Sunday, September 19, 2010

rare species-red panda

The red panda (which is much smaller than the giant panda resembles a raccoon in size and appearance. The red panda weighs 3 - 6 kg (7 - 13 lb). It lives in mountain forests with a bamboo understory, at altitudes generally between 1500 and 4800 m (5000 - 15,700'). Red pandas almost exclusively eat bamboo. They are good tree climbers and spend most of their time in trees when not foraging. A female red panda picks a location such as a tree hollow or rock crevice for a maternal den, where she will bear 1 - 5 young. Red pandas are solitary, except for the mating period and the time when a mother and its young are together.
The red panda is found in a mountainous band from Nepal through northeastern India and  Bhutan and into China, Laos and northern Myanmar. It is rare and continues to decline. It has already become extinct in 4 of the 7 Chinese provinces in which it was previously found. The major threats to red pandas are loss and fragmentation of habitat due to deforestation (and the resulting loss of  bamboo) for timber, fuel and agricultural land; poaching for the pet and fur trades; and competition from domestic livestock.





rare animals in nepal

Starting in the 1980s wildlife officials introduced 72 of the rare rhinos to a protected valley about 200 miles (320 kilometers) southwest of Nepal's capital city of Kathmandu as part of a conservation program.
"We have records showing 23 rhinos had died due to poaching or other causes. The rest are missing," Laxmi Prasad Manandhar, a senior official at Nepal's Department of National Park and Wildlife Conservation, told the Reuters news service.
"Where did they go? I have no answer. It is a mystery,"The species is also found in the wild in the northeast Indian state of Assam.
In Nepal, army units stationed inside the national parks once effectively deterred poachers and helped the country's rhinos rally from about 60 animals in the mid-20th century to more than 500 in 2000. But Nepal's recently ended civil war hampered conservation efforts and fueled the poaching of rhinos and other wildlife.
 
Royal Chitwan National Park, Nepal's largest rhino stronghold, has seen its population fall from 544 of the animals in 2000 to 372 in 2005
Poachers usually kill rhinos for the animals' horns, which are valuable in Chinese medicine. The massive carcasses are then left to rot.
"The truth is that even back in 1975 I was told [by local people] not to go into the Babai Valley, because there were a lot of poachers there and it was very rough. There has been poaching there since long before there the [Maoist] insurgency," he said.
As for the missing carcasses, Dinerstein suggests that many factors could have caused them to disappear.
He's seen local Nepalese carry off the remains of a rhino that died naturally.
"Every part of the animal was considered valuable," he said. "There wasn't a shred of that rhino left."
The reserve's animal denizens may have also played a part.
"There are lots of scavengers on the [southern plain known as the] Terai—mammals, birds, lots of species," Dinerstein said.
"If somebody had been patrolling they would have been tipped off [to a dead rhino] by lots of vultures.
"But because nobody was patrolling, you could easily have a carcass disappear quite quickly without much of a trace."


_Activity_: What you return should match the records below exactly.

START Provided data

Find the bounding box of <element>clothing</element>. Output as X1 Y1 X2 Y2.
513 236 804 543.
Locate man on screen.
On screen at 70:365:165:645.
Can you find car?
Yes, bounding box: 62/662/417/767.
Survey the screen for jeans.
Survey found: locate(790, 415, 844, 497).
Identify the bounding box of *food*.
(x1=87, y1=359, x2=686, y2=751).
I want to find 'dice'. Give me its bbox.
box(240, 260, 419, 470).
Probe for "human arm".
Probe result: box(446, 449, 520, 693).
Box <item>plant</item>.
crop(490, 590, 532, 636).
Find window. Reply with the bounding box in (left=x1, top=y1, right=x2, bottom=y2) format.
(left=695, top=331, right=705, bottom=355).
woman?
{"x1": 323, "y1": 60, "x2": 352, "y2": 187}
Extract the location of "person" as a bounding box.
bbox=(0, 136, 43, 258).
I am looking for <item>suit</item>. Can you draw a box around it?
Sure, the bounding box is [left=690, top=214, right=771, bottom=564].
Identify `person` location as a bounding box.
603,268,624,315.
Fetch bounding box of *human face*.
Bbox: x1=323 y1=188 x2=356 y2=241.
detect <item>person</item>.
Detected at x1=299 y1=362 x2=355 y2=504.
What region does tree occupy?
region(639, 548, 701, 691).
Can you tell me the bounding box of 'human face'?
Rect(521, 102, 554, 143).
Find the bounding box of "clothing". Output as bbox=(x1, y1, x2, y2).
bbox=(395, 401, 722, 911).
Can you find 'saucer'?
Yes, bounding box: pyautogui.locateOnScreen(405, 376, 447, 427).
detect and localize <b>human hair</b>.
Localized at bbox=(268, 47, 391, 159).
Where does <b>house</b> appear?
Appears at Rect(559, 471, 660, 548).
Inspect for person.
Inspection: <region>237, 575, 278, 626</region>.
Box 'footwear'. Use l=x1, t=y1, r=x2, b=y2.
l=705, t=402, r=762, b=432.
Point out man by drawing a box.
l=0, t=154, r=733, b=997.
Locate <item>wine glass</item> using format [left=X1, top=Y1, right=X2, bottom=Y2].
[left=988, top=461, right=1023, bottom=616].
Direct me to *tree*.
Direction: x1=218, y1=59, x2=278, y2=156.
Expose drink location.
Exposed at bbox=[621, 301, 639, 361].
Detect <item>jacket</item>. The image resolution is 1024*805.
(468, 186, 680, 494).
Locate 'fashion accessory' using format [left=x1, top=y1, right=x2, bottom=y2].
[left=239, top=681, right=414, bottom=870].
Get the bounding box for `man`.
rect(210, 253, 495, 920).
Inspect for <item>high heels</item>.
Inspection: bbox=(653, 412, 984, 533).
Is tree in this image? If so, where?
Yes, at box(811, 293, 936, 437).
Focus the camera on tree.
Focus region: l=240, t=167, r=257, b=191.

END Provided data

_Solution for this exercise_:
Find the bounding box of <element>clothing</element>. Output as X1 Y1 X2 Y2.
513 236 804 543.
Locate man on screen.
On screen at 70:365:165:645.
Can you find car?
Yes, bounding box: 62/662/417/767.
Survey the screen for jeans.
Survey found: locate(790, 415, 844, 497).
Identify the bounding box of *food*.
(x1=87, y1=359, x2=686, y2=751).
I want to find 'dice'. Give me its bbox.
box(240, 260, 419, 470).
Probe for "human arm".
Probe result: box(446, 449, 520, 693).
Box <item>plant</item>.
crop(490, 590, 532, 636).
Find window. Reply with the bounding box in (left=x1, top=y1, right=x2, bottom=y2) format.
(left=695, top=331, right=705, bottom=355).
woman?
{"x1": 323, "y1": 60, "x2": 352, "y2": 187}
Extract the location of "person" as a bounding box.
bbox=(0, 136, 43, 258).
I am looking for <item>suit</item>. Can you draw a box around it?
Sure, the bounding box is [left=690, top=214, right=771, bottom=564].
Identify `person` location as a bounding box.
603,268,624,315.
Fetch bounding box of *human face*.
Bbox: x1=323 y1=188 x2=356 y2=241.
detect <item>person</item>.
Detected at x1=299 y1=362 x2=355 y2=504.
What region does tree occupy?
region(639, 548, 701, 691).
Can you tell me the bounding box of 'human face'?
Rect(521, 102, 554, 143).
Find the bounding box of "clothing". Output as bbox=(x1, y1, x2, y2).
bbox=(395, 401, 722, 911).
Can you find 'saucer'?
Yes, bounding box: pyautogui.locateOnScreen(405, 376, 447, 427).
detect and localize <b>human hair</b>.
Localized at bbox=(268, 47, 391, 159).
Where does <b>house</b> appear?
Appears at Rect(559, 471, 660, 548).
Inspect for person.
Inspection: <region>237, 575, 278, 626</region>.
Box 'footwear'. Use l=x1, t=y1, r=x2, b=y2.
l=705, t=402, r=762, b=432.
Point out man by drawing a box.
l=0, t=154, r=733, b=997.
Locate <item>wine glass</item> using format [left=X1, top=Y1, right=X2, bottom=Y2].
[left=988, top=461, right=1023, bottom=616].
Direct me to *tree*.
Direction: x1=218, y1=59, x2=278, y2=156.
Expose drink location.
Exposed at bbox=[621, 301, 639, 361].
Detect <item>jacket</item>. The image resolution is 1024*805.
(468, 186, 680, 494).
Locate 'fashion accessory' using format [left=x1, top=y1, right=x2, bottom=y2].
[left=239, top=681, right=414, bottom=870].
Get the bounding box for `man`.
rect(210, 253, 495, 920).
Inspect for <item>high heels</item>.
Inspection: bbox=(653, 412, 984, 533).
Is tree in this image? If so, where?
Yes, at box(811, 293, 936, 437).
Focus the camera on tree.
Focus region: l=240, t=167, r=257, b=191.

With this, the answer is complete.